Those plans have been criticised as potentially facilitating money laundering and eroding Hong Kong’s profile as a regional financial cenre. They also, of course, erode corporate transparency that is of interest to observers of increasing corruption by party officials and 'elite families' in other parts of China.
The NYT comments that
Hong Kong makes it extremely easy to set up companies, so many individuals create them, even simply to own their residences. Extensive data are available only from the Companies Registry, which has long been open to the public, including online, although fees are charged for documents.
Many wealthy mainland Chinese, including from prominent Communist Party families, own companies in Hong Kong and have provided personal information to the Companies Registry. Banks, law firms and accounting firms routinely check the registry and gather data on mainland Chinese citizens to verify identities and detect fraud in initial public offerings and other transactions.
The Financial Services and Treasury Bureau said it would proceed this year with a long-planned rewrite of the city’s Companies Ordinance, but the rewrite would not include the contested provision to limit public access.
“Given the complexity of the issues involved and very diverse views of different stakeholders, we believe that the community should be given more time to build consensus on the issue” of public access, the bureau said in a statement sent to the Foreign Correspondents’ Club of Hong Kong, which was one of the groups that had protested the proposed curbs on public access.Bloomberg reports -
Trade unions have used the database to track down runaway employers who owed wages, and small businesses use the information to conduct background checks on trading partners.
“In the 14 years in which I was the Registrar of Companies, I never received any complaints about these provisions or suggestions that they infringed directors’ privacy,” Gordon Jones, Hong Kong’s registrar of companies from 1993 to 2007, said in an e-mail. “I would hope, however, that these misconceived and bad legislative proposals are not only deferred but also repealed.”
Hong Kong, a part of China with its own legal system, makes company filings available online. There were 3.5 million company searches done in 2012 in the database of more than 1 million directors. ...
Bloomberg News last year relied on Hong Kong and Chinese identity card numbers found in filings to chart the business ties and assets of the families of Chinese President Xi Jinping, ousted Politburo member Bo Xilai, and the descendants of veteran revolutionaries, known as the Eight Immortals, who ran China after the death of Mao Zedong in 1976.
Six companies controlled by Li Ka-shing, Hong Kong’s richest man, backed restricting access to the information and asked that details contained in old records also be expunged when the government held public consultations in 2009 and 2010.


Scan the listing below for the string "ticks" and copy each line where it turns up.
*** Dataset entries ***
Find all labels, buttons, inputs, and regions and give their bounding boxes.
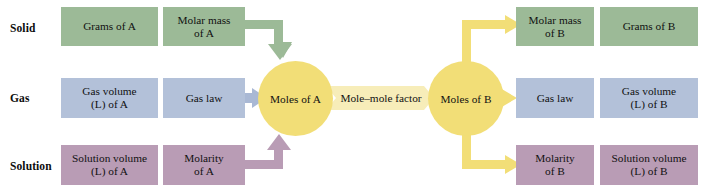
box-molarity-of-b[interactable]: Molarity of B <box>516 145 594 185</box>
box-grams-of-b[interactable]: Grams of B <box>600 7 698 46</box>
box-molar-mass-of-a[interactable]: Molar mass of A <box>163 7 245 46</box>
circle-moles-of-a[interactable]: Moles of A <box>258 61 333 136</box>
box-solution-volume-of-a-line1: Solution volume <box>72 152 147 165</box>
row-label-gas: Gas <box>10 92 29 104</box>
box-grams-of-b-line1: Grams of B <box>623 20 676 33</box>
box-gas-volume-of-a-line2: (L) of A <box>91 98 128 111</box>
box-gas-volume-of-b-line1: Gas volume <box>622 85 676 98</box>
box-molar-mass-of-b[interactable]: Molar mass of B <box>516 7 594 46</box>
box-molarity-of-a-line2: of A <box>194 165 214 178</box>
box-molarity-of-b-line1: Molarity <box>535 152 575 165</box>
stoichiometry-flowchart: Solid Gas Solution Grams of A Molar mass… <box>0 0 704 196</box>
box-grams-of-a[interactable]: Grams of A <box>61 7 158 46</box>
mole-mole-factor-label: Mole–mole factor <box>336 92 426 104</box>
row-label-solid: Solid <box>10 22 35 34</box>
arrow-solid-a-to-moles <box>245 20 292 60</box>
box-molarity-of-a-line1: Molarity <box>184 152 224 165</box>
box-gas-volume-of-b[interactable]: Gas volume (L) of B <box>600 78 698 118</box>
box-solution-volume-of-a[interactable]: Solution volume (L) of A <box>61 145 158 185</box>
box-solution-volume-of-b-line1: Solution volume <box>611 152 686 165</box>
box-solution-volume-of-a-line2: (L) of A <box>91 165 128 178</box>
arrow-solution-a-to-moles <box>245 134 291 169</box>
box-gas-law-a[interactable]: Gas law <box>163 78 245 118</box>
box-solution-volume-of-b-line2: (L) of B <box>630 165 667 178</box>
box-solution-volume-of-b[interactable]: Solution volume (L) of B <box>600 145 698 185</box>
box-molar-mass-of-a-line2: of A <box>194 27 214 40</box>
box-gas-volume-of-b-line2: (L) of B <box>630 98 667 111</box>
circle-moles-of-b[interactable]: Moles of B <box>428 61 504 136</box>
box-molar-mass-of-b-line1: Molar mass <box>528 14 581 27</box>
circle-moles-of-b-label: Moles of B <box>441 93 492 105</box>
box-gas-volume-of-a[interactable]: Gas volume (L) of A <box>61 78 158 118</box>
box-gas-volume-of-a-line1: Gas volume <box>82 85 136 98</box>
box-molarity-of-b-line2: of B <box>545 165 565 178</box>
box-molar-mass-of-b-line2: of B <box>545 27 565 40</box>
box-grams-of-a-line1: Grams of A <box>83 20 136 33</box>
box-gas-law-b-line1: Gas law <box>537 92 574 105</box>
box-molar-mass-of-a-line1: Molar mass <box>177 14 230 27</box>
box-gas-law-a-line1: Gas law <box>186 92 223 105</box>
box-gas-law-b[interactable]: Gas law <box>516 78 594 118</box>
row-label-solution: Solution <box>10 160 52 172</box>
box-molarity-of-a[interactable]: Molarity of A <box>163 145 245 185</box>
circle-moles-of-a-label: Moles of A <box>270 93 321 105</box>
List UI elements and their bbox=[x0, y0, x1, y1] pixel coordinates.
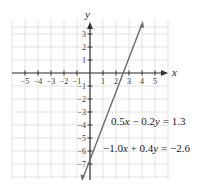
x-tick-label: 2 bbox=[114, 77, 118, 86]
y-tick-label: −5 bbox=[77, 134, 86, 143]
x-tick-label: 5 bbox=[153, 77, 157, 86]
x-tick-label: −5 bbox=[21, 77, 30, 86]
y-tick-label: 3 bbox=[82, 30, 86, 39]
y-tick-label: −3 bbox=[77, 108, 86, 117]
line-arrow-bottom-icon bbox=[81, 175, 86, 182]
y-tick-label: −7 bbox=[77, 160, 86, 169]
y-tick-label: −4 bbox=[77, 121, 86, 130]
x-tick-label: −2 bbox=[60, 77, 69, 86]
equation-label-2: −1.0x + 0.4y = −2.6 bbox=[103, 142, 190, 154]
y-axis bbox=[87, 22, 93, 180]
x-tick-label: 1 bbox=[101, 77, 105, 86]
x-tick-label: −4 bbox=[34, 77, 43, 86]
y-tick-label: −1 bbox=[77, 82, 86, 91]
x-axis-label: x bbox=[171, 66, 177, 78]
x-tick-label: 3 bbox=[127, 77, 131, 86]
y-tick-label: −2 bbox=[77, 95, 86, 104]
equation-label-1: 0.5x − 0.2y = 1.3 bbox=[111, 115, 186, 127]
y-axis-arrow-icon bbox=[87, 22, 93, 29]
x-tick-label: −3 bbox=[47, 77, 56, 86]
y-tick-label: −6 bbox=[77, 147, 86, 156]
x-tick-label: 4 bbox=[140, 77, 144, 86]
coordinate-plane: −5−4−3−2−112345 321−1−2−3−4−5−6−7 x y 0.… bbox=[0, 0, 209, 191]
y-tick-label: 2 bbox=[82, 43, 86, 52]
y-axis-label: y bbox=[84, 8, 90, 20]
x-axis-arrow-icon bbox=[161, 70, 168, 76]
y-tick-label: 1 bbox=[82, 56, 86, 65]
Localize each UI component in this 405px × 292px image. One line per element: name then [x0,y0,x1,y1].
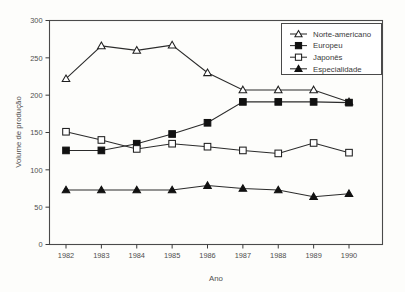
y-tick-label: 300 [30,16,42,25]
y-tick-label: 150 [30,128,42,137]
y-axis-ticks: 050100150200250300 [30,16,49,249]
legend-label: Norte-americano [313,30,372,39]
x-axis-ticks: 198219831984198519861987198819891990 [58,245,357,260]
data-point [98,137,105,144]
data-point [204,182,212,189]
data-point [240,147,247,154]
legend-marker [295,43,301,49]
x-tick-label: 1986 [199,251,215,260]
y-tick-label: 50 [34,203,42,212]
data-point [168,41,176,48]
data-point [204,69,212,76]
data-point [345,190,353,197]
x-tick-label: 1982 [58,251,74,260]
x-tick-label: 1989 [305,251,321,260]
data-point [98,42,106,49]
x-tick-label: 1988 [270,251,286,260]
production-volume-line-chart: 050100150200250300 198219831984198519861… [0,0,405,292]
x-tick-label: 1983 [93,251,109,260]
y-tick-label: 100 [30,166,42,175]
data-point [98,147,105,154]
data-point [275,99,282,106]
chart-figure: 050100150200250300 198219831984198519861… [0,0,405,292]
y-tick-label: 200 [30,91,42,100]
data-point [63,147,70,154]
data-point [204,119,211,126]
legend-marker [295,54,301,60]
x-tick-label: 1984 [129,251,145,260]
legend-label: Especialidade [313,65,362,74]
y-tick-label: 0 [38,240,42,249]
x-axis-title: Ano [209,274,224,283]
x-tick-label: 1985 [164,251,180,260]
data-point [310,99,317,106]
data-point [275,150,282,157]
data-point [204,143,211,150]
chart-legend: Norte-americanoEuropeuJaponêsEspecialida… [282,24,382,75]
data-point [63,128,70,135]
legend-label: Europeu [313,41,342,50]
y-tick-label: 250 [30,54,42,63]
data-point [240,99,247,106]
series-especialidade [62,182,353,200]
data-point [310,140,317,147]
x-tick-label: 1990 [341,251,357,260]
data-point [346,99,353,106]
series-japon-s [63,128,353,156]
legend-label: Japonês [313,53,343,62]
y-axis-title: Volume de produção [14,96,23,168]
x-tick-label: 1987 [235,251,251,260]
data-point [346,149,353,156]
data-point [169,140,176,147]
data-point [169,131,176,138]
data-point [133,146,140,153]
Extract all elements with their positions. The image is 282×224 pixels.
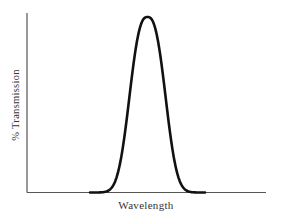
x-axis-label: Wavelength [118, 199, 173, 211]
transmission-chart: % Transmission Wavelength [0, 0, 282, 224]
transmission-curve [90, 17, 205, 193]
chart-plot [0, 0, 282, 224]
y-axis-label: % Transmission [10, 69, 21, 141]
*** End of Dataset entries ***
*** Dataset entries ***
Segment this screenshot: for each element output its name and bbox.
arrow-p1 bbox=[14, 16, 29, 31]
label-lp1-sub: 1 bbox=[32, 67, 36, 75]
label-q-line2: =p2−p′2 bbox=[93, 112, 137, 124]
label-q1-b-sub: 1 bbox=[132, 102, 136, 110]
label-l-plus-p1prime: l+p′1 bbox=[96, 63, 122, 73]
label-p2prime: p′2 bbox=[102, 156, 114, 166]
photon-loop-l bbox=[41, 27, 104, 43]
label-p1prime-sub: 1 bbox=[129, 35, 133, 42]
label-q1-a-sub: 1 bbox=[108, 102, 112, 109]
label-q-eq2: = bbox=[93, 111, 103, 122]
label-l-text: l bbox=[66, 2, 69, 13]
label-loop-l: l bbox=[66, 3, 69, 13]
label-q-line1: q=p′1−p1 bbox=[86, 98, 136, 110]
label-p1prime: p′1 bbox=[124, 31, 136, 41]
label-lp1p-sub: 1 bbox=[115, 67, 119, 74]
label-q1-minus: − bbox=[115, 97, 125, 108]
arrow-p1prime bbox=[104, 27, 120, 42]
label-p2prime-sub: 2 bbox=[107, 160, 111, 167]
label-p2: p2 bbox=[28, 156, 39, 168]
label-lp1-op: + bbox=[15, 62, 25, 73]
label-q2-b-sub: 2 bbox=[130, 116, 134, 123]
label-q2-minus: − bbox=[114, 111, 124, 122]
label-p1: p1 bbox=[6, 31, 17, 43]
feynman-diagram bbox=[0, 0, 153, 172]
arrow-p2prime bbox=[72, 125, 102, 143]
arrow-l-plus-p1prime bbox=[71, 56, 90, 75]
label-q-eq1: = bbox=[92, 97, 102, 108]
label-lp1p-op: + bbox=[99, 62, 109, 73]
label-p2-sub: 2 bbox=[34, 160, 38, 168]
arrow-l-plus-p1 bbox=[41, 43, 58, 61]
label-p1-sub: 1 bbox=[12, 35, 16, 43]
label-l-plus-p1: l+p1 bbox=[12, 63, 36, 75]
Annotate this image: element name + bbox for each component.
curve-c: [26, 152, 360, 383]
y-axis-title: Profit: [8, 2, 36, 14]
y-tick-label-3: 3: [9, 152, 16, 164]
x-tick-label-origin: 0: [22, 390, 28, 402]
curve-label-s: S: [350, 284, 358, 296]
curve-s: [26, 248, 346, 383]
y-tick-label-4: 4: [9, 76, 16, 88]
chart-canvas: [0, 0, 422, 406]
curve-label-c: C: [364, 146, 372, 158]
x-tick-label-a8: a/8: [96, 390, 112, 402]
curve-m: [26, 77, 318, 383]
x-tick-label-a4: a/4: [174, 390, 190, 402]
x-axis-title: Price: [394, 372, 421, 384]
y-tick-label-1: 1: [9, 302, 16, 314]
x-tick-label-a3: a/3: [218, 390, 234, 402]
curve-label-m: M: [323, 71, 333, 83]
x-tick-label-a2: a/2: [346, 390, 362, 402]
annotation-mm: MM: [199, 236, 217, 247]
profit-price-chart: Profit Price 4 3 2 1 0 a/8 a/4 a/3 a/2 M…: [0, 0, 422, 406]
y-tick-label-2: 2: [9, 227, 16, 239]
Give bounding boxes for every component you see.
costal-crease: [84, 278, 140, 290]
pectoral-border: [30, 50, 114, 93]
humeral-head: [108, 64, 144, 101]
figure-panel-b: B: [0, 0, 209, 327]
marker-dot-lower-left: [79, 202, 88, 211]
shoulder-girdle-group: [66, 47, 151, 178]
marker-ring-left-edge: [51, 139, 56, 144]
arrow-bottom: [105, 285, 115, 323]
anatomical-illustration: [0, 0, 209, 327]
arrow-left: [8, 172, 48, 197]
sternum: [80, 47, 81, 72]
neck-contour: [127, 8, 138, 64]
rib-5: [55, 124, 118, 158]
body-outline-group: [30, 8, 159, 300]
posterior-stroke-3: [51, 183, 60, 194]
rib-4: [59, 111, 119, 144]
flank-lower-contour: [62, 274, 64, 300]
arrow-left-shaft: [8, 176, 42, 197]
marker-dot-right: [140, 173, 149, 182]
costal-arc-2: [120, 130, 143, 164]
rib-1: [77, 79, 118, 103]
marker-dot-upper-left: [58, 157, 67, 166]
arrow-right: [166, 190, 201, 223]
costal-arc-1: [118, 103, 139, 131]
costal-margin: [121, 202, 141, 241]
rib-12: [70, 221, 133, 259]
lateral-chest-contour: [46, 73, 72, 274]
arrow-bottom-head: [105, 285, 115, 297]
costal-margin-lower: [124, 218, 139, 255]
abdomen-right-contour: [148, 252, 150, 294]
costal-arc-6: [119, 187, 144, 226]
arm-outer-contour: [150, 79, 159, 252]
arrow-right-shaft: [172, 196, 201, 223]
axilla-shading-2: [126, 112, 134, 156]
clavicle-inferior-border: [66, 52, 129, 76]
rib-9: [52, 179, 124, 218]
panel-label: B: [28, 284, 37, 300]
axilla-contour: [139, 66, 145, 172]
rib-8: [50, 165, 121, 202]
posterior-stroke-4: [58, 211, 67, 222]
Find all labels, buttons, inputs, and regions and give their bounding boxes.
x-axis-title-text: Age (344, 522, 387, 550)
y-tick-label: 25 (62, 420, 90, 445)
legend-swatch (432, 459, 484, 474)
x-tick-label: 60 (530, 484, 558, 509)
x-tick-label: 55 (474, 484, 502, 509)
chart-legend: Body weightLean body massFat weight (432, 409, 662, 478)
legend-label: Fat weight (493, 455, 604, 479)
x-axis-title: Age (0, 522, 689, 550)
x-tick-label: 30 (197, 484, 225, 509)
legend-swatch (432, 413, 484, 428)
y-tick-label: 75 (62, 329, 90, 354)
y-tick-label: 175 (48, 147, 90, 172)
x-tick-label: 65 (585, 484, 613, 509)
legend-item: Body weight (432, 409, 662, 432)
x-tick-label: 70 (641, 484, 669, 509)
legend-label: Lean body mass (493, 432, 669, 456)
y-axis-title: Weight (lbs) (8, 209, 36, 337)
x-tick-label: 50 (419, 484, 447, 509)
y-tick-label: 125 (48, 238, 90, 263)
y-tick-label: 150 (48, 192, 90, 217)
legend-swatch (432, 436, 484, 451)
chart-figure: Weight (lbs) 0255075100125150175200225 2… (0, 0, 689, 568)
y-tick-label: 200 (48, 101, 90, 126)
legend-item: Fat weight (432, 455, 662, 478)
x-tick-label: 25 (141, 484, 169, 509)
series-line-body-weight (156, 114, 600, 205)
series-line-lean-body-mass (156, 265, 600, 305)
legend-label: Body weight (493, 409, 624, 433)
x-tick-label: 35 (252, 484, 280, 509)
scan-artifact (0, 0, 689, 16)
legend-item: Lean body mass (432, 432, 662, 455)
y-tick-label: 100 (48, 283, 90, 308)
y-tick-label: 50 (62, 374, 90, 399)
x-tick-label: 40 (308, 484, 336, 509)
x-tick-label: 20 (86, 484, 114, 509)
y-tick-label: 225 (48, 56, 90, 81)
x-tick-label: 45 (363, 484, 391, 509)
*** End of Dataset entries ***
**Exercise output**:
y-axis-ticks: 050100150200250300 [30,16,49,249]
x-axis-ticks: 198219831984198519861987198819891990 [58,245,357,260]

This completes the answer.